What brought out the opposition, I suspect, was not the essays in Seven Promises or even what was being said at the gatherings so much as the controversial politics of Bill McCartney. The charismatic coach first made headlines back in the mid-'80s when he battled the American Civil Liberties Union over his practice of leading the team in pregame prayer. His notoriety reached a peak in 1992 during the debate over Amendment 2, a state ballot question aimed at blocking civil rights guarantees for gays and lesbians.
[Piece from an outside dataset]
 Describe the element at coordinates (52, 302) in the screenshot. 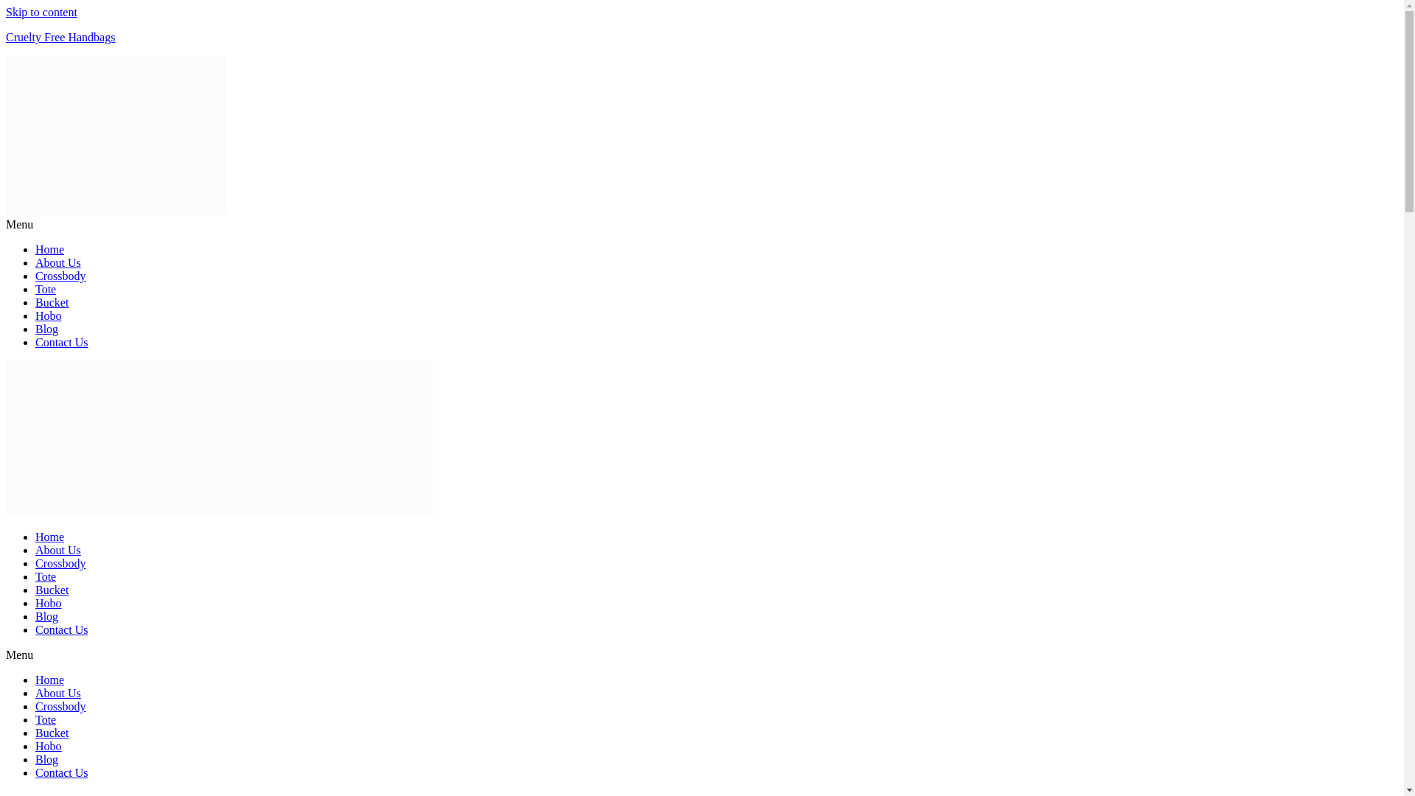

After McCartney authorized the amendment's sponsor, Colorado for Family Values, to use his name and affiliation on its fund-raising letters, the university received complaints about this apparent violation of policy. The coach agreed to ask the anti-gay rights crusaders to drop his name from their printed materials and called a news conference to make the announcement. There, McCartney proceeded to urge Coloradans to support Amendment 2 and termed homosexuality 'an abomination of almighty God.' This prompted campus protests and a reprimand from the university president. U.S. Representative Patricia Schroeder (D-Colo.) called McCartney a 'self-anointed ayatollah.But McCartney seems to be more enigma than ayatollah. At the same time that he was taking his civil rights?denying stance regarding gays, he was a vocal and demonstrative supporter of racial equality -- the only head coach in Division I-A, in fact, to have on his staff as many black coaches as white. And when he resigned in January 1995, and his longtime assistant Bob Simmons was passed over for a less-experienced white replacement, McCartney sided with an unlikely ally, the Reverend Jesse Jackson, in charging racism.

I was guessing that Promise Keepers, McCartney's current focus, was similarly complex. There was only one way to find out what was really going on.